Steps for Practicing EBVM - SUMMARY
Formulate an answerable clinical question.
Search for evidence to answer the question.
Critically appraise the evidence.
Apply the answer to your patient.
Audit the outcome.
EBVM and the Client-Veterinarian Relationship
Clients are critical and have access to the same search tools (e.g., internet) -> You have to provide evidence-based advice.
Some clients wish detailed information if the animal will be cured, on any side effects, or on survival time -> You have to provide these details.
Others clients focus only on the outcome and trust your decisions -> You have to be confident in accepting this trust.
EBVM Challenges for Publication of Results
Peer-reviewed journals are usually not keen to publish the nonexistence of a treatment effect.
Peer-reviewed journals often do not allow publication of confirmatory studies.
Scientific data is sometimes retained for marketing reasons under the cover of confidentiality.
EBVM Challenges for the Busy Practitioner
Veterinarians have only limited time to consult databases.
Literature search is tedious and not all databases are freely available.
The amount of literature might be overwhelming or extremely limited in other cases.
The language of research, statistics, and scientific methodology is not necessarily understandable by practitioners.
Searching, accessing, and reading literature are not just fundamental concepts of EBVM, but are fundamental components of being a good veterinary scientist.
Further Reading
Stanley Robertson. Refining the clinical question: the first step in evidence-based veterinary medicine. Veterinary Clinics of North America: Small Animal Practice, 2007. 37:419-431.

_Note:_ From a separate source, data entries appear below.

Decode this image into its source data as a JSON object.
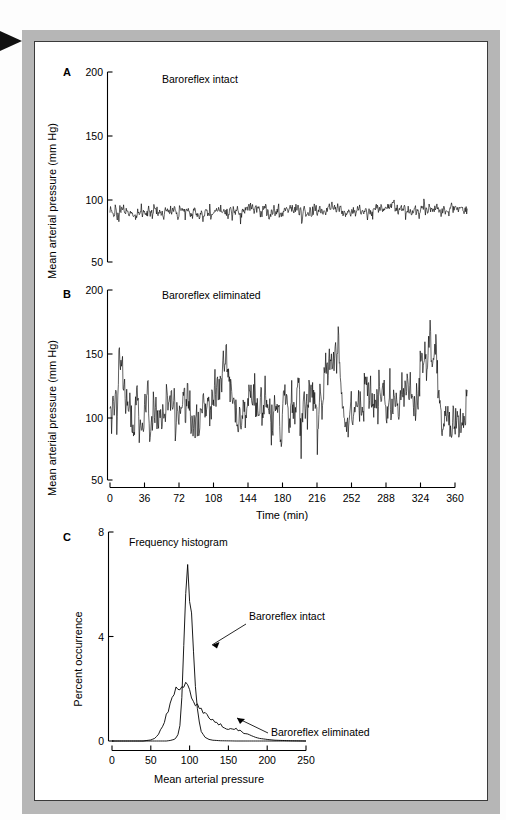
{
  "figure": {
    "edge_marker": "triangle-right",
    "frame_color": "#b6b6b6",
    "panel_background": "#ffffff",
    "line_color": "#000000"
  },
  "panels": {
    "a": {
      "letter": "A",
      "annotation": "Baroreflex intact",
      "ylabel": "Mean arterial pressure (mm Hg)",
      "yticks": [
        200,
        150,
        100,
        50
      ],
      "ylim": [
        50,
        210
      ],
      "xlim": [
        0,
        360
      ]
    },
    "b": {
      "letter": "B",
      "annotation": "Baroreflex eliminated",
      "ylabel": "Mean arterial pressure (mm Hg)",
      "yticks": [
        200,
        150,
        100,
        50
      ],
      "ylim": [
        50,
        210
      ],
      "xlabel": "Time (min)",
      "xticks": [
        0,
        36,
        72,
        108,
        144,
        180,
        216,
        252,
        288,
        324,
        360
      ],
      "xlim": [
        0,
        360
      ]
    },
    "c": {
      "letter": "C",
      "annotation": "Frequency histogram",
      "label_intact": "Baroreflex intact",
      "label_eliminated": "Baroreflex eliminated",
      "ylabel": "Percent occurrence",
      "yticks": [
        8,
        4,
        0
      ],
      "ylim": [
        0,
        8
      ],
      "xlabel": "Mean arterial pressure",
      "xticks": [
        0,
        50,
        100,
        150,
        200,
        250
      ],
      "xlim": [
        0,
        250
      ]
    }
  },
  "chart_data": [
    {
      "type": "line",
      "id": "panel-a-trace",
      "title": "Baroreflex intact",
      "xlabel": "Time (min)",
      "ylabel": "Mean arterial pressure (mm Hg)",
      "xlim": [
        0,
        360
      ],
      "ylim": [
        50,
        210
      ],
      "grid": false,
      "legend": "none",
      "sampling_minutes": 0.5,
      "series_summary": {
        "mean": 93,
        "sd": 5.5,
        "spike_amplitude": 14,
        "range_observed": [
          76,
          118
        ]
      },
      "envelope_x": [
        0,
        12,
        24,
        36,
        48,
        60,
        72,
        84,
        96,
        108,
        120,
        132,
        144,
        156,
        168,
        180,
        192,
        204,
        216,
        228,
        240,
        252,
        264,
        276,
        288,
        300,
        312,
        324,
        336,
        342
      ],
      "envelope_mean": [
        91,
        94,
        92,
        90,
        92,
        91,
        94,
        92,
        91,
        93,
        92,
        94,
        93,
        91,
        93,
        94,
        92,
        93,
        95,
        93,
        92,
        94,
        96,
        95,
        93,
        95,
        94,
        93,
        95,
        94
      ]
    },
    {
      "type": "line",
      "id": "panel-b-trace",
      "title": "Baroreflex eliminated",
      "xlabel": "Time (min)",
      "ylabel": "Mean arterial pressure (mm Hg)",
      "xlim": [
        0,
        360
      ],
      "ylim": [
        50,
        210
      ],
      "grid": false,
      "legend": "none",
      "sampling_minutes": 0.5,
      "series_summary": {
        "mean": 108,
        "sd": 22,
        "spike_amplitude": 45,
        "range_observed": [
          57,
          197
        ]
      },
      "envelope_x": [
        0,
        6,
        10,
        14,
        20,
        30,
        36,
        44,
        52,
        60,
        66,
        72,
        80,
        88,
        96,
        104,
        110,
        114,
        120,
        126,
        132,
        140,
        146,
        152,
        160,
        168,
        176,
        184,
        192,
        200,
        208,
        214,
        218,
        224,
        232,
        240,
        246,
        252,
        260,
        268,
        276,
        284,
        292,
        300,
        306,
        312,
        318,
        326,
        334,
        342
      ],
      "envelope_mean": [
        95,
        115,
        150,
        120,
        105,
        100,
        112,
        102,
        105,
        110,
        104,
        118,
        100,
        108,
        112,
        130,
        155,
        150,
        105,
        95,
        108,
        122,
        118,
        100,
        105,
        112,
        115,
        118,
        120,
        110,
        140,
        160,
        155,
        112,
        100,
        118,
        128,
        105,
        112,
        116,
        114,
        118,
        112,
        150,
        158,
        150,
        100,
        96,
        100,
        110
      ]
    },
    {
      "type": "line",
      "id": "panel-c-histogram",
      "title": "Frequency histogram",
      "xlabel": "Mean arterial pressure",
      "ylabel": "Percent occurrence",
      "xlim": [
        0,
        250
      ],
      "ylim": [
        0,
        8
      ],
      "grid": false,
      "legend": "annotated-arrows",
      "bin_width": 2.5,
      "series": [
        {
          "name": "Baroreflex intact",
          "x": [
            0,
            50,
            60,
            70,
            75,
            80,
            82.5,
            85,
            87.5,
            90,
            92.5,
            95,
            97.5,
            100,
            102.5,
            105,
            107.5,
            110,
            112.5,
            115,
            120,
            125,
            130,
            140,
            160,
            200,
            250
          ],
          "values": [
            0,
            0,
            0,
            0,
            0.02,
            0.06,
            0.12,
            0.25,
            0.6,
            1.6,
            3.6,
            5.6,
            6.7,
            5.4,
            4.9,
            3.4,
            2.1,
            1.2,
            0.7,
            0.38,
            0.14,
            0.06,
            0.03,
            0.01,
            0,
            0,
            0
          ]
        },
        {
          "name": "Baroreflex eliminated",
          "x": [
            0,
            40,
            50,
            55,
            60,
            65,
            70,
            75,
            77.5,
            80,
            82.5,
            85,
            87.5,
            90,
            92.5,
            95,
            97.5,
            100,
            105,
            110,
            115,
            120,
            125,
            130,
            135,
            140,
            145,
            150,
            155,
            160,
            165,
            170,
            175,
            180,
            185,
            190,
            200,
            210,
            220,
            230,
            250
          ],
          "values": [
            0,
            0,
            0.04,
            0.1,
            0.25,
            0.55,
            1.0,
            1.5,
            1.72,
            1.8,
            1.95,
            2.0,
            2.05,
            2.12,
            2.0,
            2.1,
            2.0,
            1.85,
            1.6,
            1.35,
            1.15,
            1.0,
            0.9,
            0.82,
            0.72,
            0.6,
            0.52,
            0.46,
            0.5,
            0.48,
            0.38,
            0.3,
            0.25,
            0.2,
            0.14,
            0.1,
            0.06,
            0.03,
            0.02,
            0.01,
            0
          ]
        }
      ]
    }
  ]
}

MA Holmes. How to start practicing evidence-based veterinary medicine: a practical guide for over-worked practitioners. roceedings. 54th Annual meeting of the American Association of Equine Practitioners 2008. 327-335.
JM Vandeweerd, P Gustin, S Buczinski. Evidence-based practice? An evolution is necessary for bovine practitioners, teachers, and researchers. Veterinary Clinics of North America: Food Animal Practice, 2012. 28(1):133-9.